Environmental Impact
Our work goes beyond providing school meals. We partner with communities to strengthen the natural systems that make those meals sustainable - protecting water, improving soil, and growing trees that will support future generations.
Everything we do is designed to be locally led, practical, and lasting.
WaSH - (Water, Sanitation and Hygiene)
Reliable access to water is essential for both school meals and healthy communities.
We provide water harvesting infrastructure for the schools we work with, which enables them to collect and store water during rainy seasons for use throughout the year. The water is used for cooking, cleaning and hand-washing. Alongside this, we promote good hygiene practices in schools, helping to create a healthier environment where children can learn and thrive.
Conservation Agriculture
Healthy soil is the foundation of self-sustaining school meals.
We work with communities to introduce conservation agriculture techniques that improve yields while protecting the land. These approaches are practical and low-cost, making them well suited to local conditions and long-term adoption.
This includes:
Minimal soil disturbance
Mulching for water retention and soil feeding
Crop rotation and diversification
Organic composting and natural soil enrichment
These methods help ensure that school farms and farmers’ land can continue to produce food year after year, without degrading the land.
Why it matters:
Increases reliable food production for school meals and communities
Builds resilience to climate variability
Reduces dependence on external inputs
Enables communities to sustain programmes independently and reduce poverty through increased crops at home
Tree Planting & Community Nursery
Tree planting is a key part of how communities strengthen their environment, and their livelihoods.
We have supported the establishment of a community-run tree nursery, now operating as a social enterprise. This nursery provides seedlings for schools and the wider community, creating both environmental and economic benefits.

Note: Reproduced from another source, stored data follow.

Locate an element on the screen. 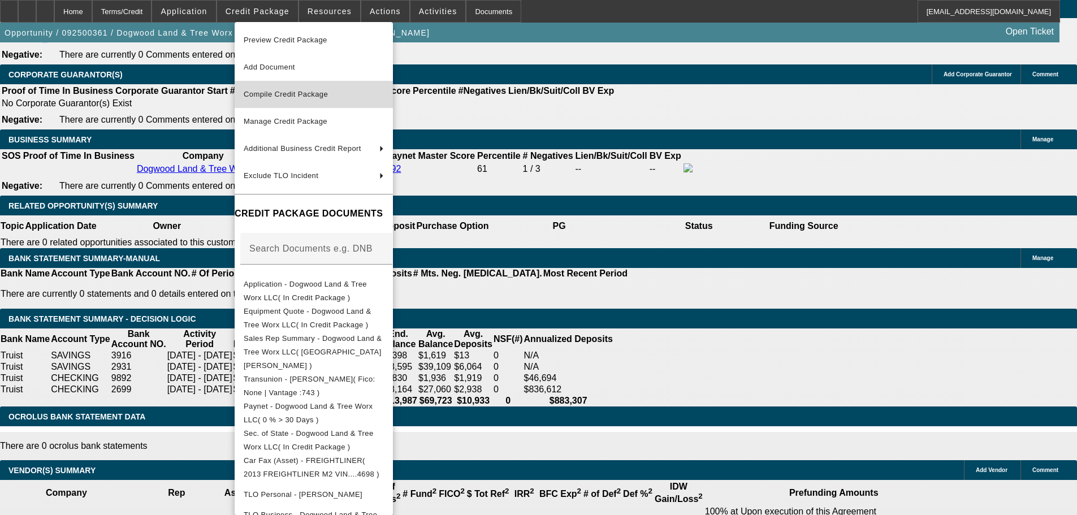 The height and width of the screenshot is (515, 1077). button: Paynet - Dogwood Land & Tree Worx LLC( 0 % > 30 Days ) is located at coordinates (314, 413).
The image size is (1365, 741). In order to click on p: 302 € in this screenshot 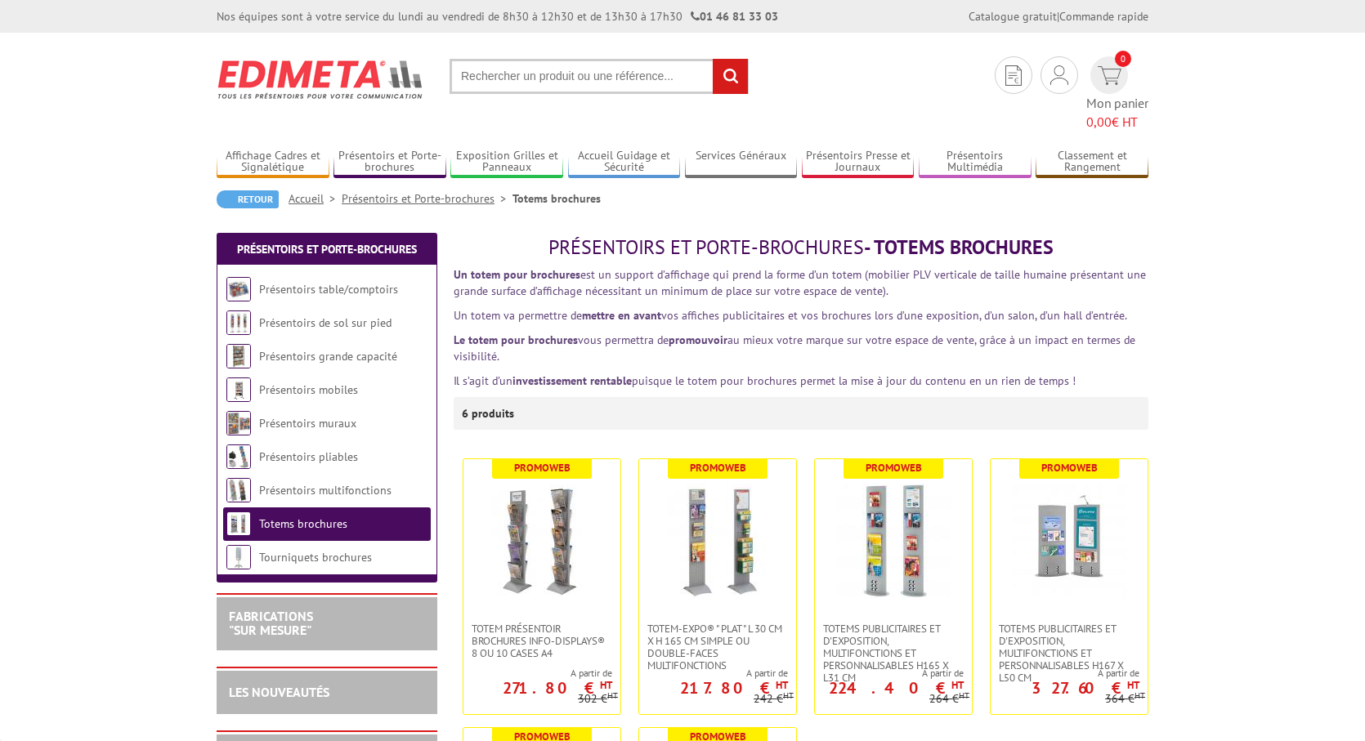, I will do `click(597, 699)`.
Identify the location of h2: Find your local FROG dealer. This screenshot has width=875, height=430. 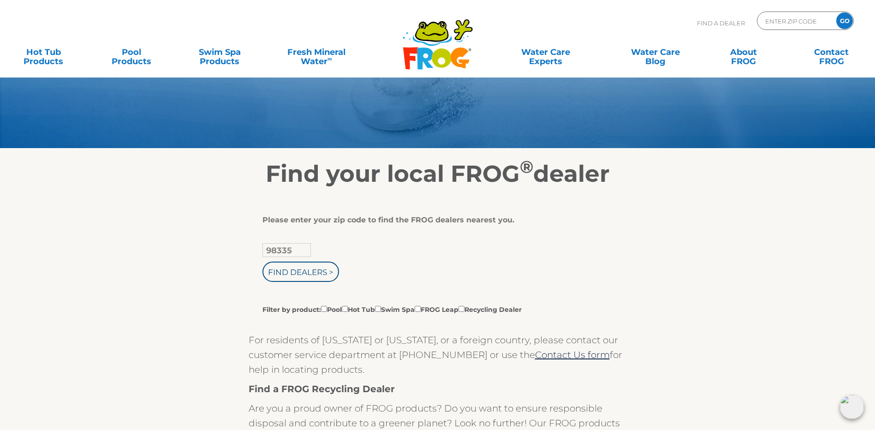
(438, 174).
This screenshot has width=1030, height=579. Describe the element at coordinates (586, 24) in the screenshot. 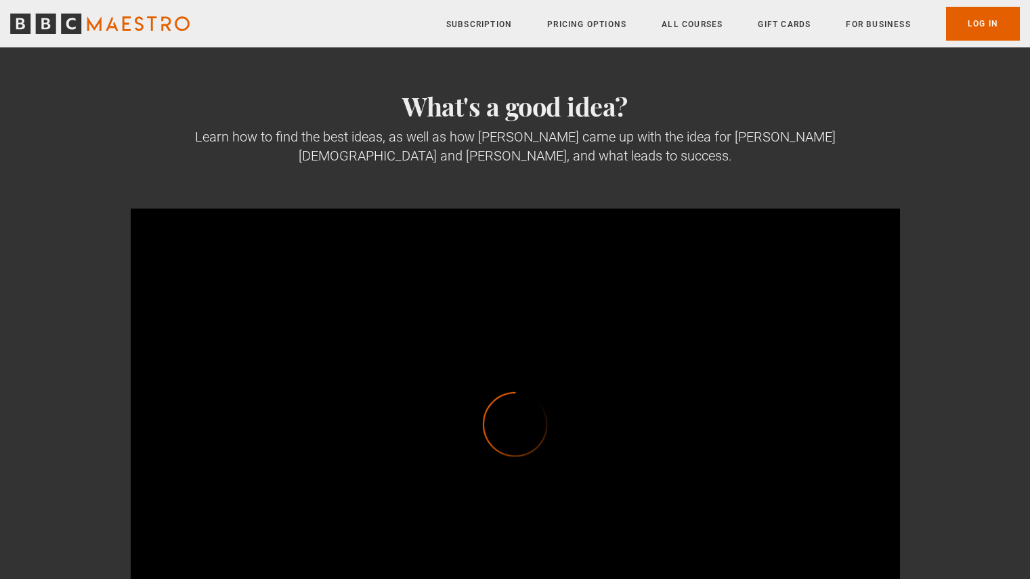

I see `a: Pricing Options` at that location.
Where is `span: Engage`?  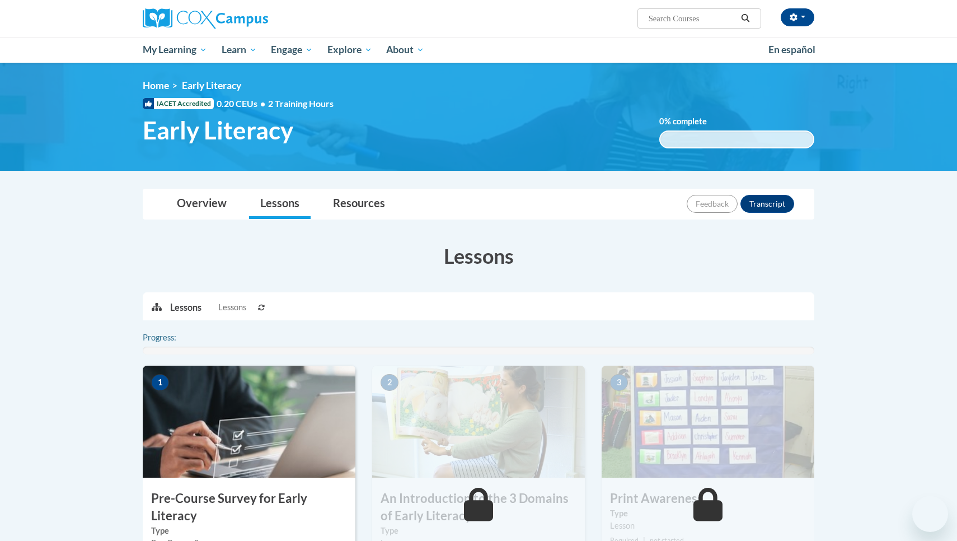 span: Engage is located at coordinates (292, 50).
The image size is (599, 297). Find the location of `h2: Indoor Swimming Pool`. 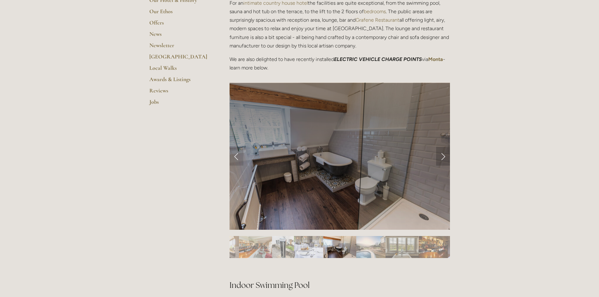

h2: Indoor Swimming Pool is located at coordinates (339, 280).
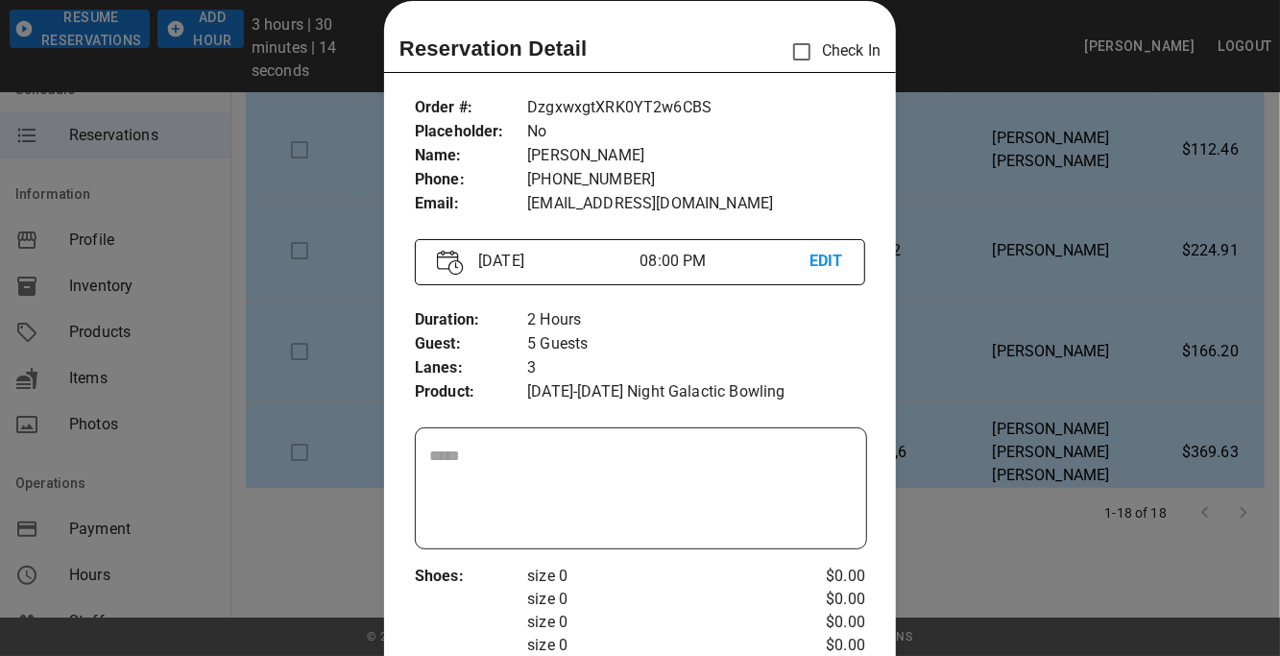 This screenshot has width=1280, height=656. Describe the element at coordinates (470, 132) in the screenshot. I see `p: Placeholder :` at that location.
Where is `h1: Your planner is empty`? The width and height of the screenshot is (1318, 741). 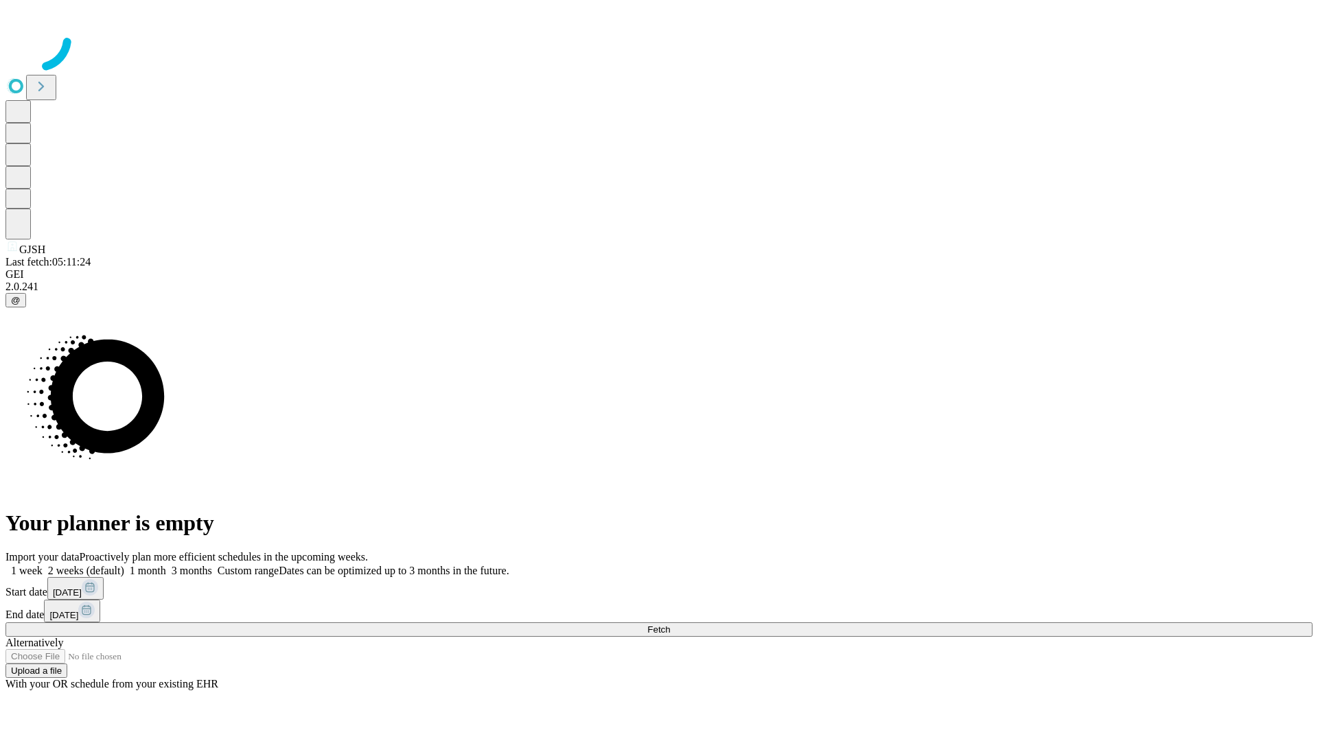
h1: Your planner is empty is located at coordinates (659, 523).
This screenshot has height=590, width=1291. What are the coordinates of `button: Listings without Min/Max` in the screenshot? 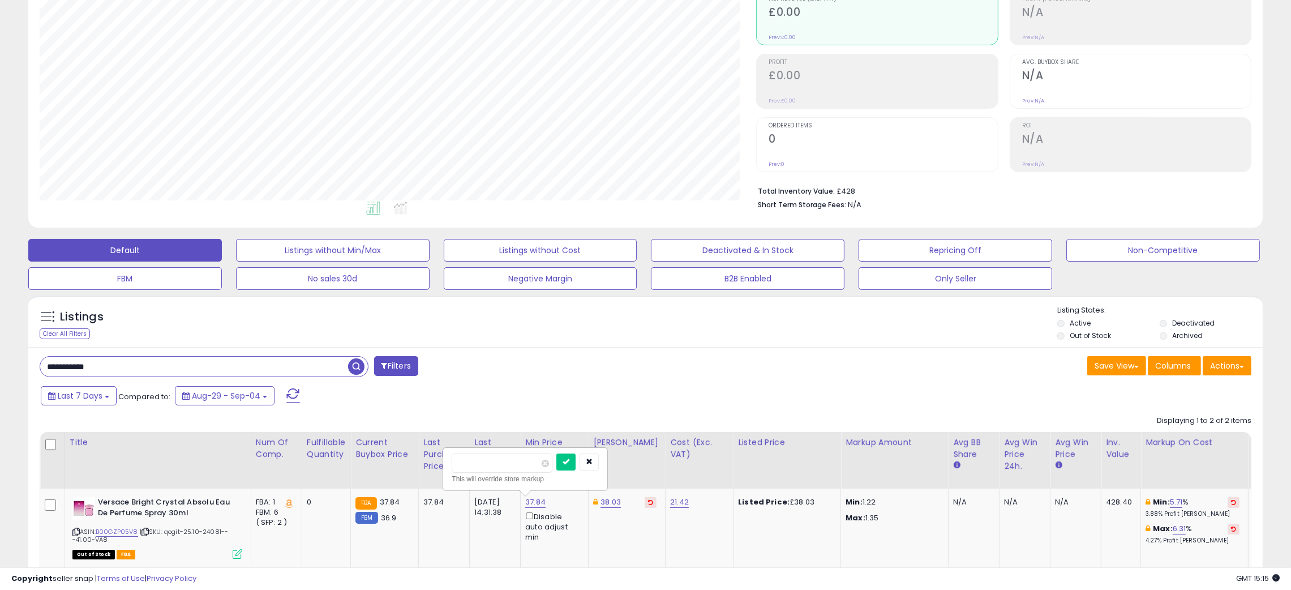 It's located at (333, 250).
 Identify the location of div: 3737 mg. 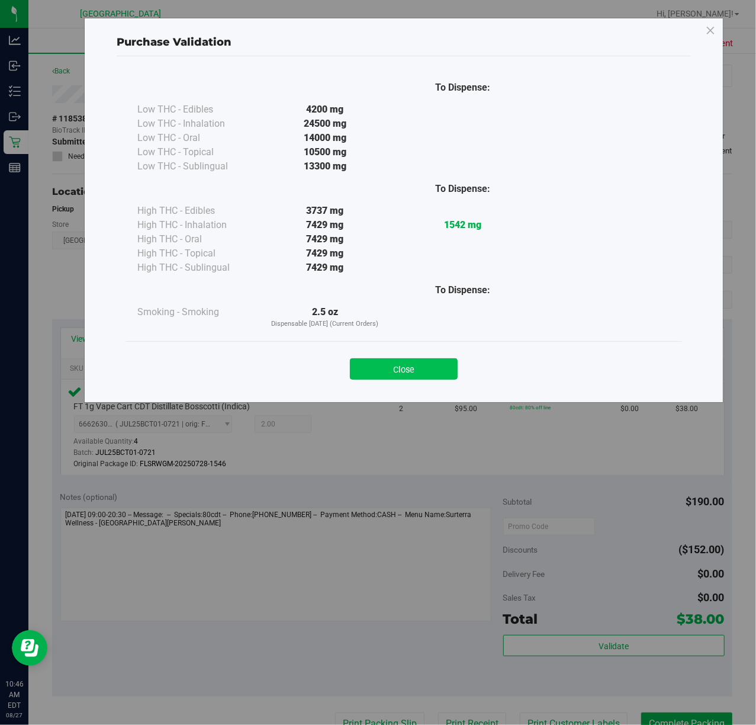
(325, 211).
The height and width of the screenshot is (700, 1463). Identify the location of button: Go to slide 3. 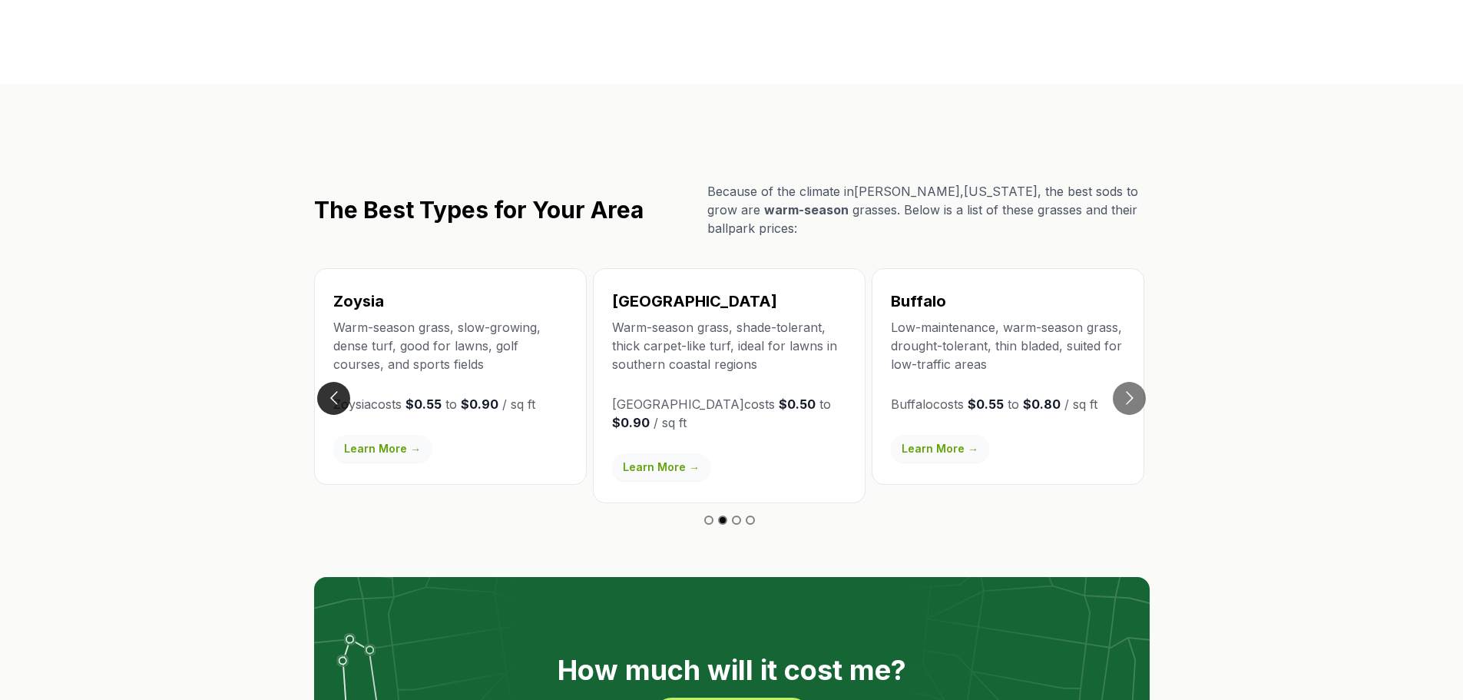
(736, 520).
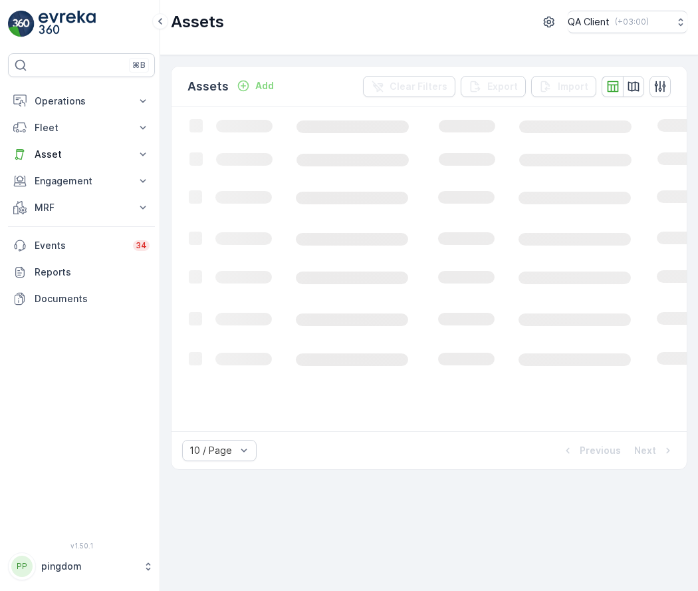 The height and width of the screenshot is (591, 698). What do you see at coordinates (92, 299) in the screenshot?
I see `p: Documents` at bounding box center [92, 299].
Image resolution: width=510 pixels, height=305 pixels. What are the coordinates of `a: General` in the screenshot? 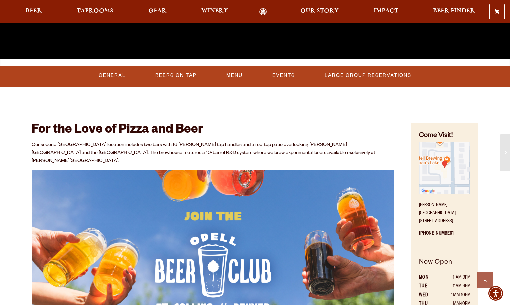 It's located at (112, 75).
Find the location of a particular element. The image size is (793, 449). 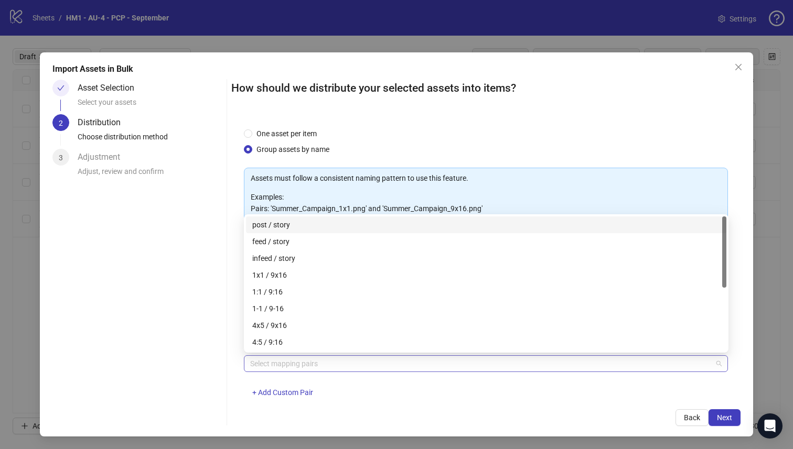

div: infeed / story is located at coordinates (486, 258).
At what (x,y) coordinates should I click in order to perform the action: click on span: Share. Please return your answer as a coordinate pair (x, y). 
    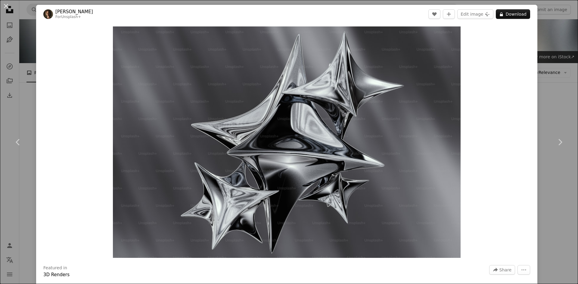
    Looking at the image, I should click on (505, 270).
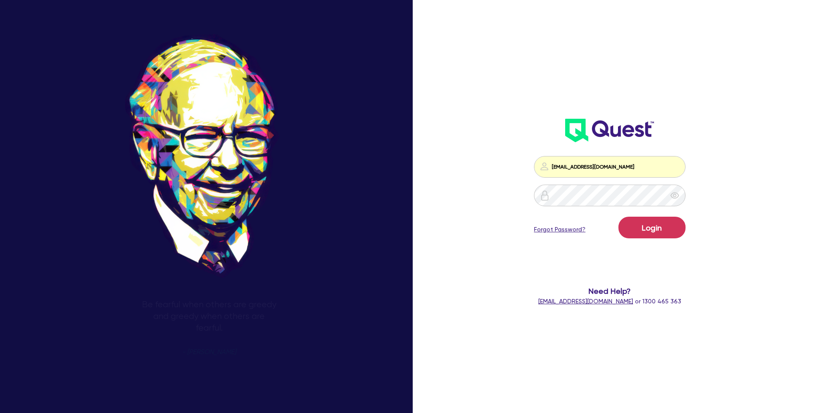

We have developed the ‘Adopt a Tree’ scheme where children in our partner schools are given two tree saplings to care for. One is planted in school and the other at home. Children know which tree is theirs and they care for it as it grows.
Why it matters:
Improves soil health and prevents erosion
Helps micro-climate conditions
Provides shade and improves school environments
Supports biodiversity
Creates local income through the sale of seedlings and fruits
Builds long-term environmental stewardship
A Joined-Up Approach
These environmental activities are not separate projects. They are part of a joined-up model designed to help communities sustain school meals independently.
Water supports crops. Healthy soil increases yields. Trees protect the land and provide future resources. Together, they strengthen the whole system.
We work in partnership with communities to ensure that each element is locally owned, practical to maintain, and able to continue long after our direct support ends.
Looking Ahead
As we grow, we are continuing to refine and share this model so that more communities can adopt it - adapting it to their own context, resources, and priorities.
Because lasting change doesn’t come from isolated interventions. It comes from communities building systems that work - now and into the future.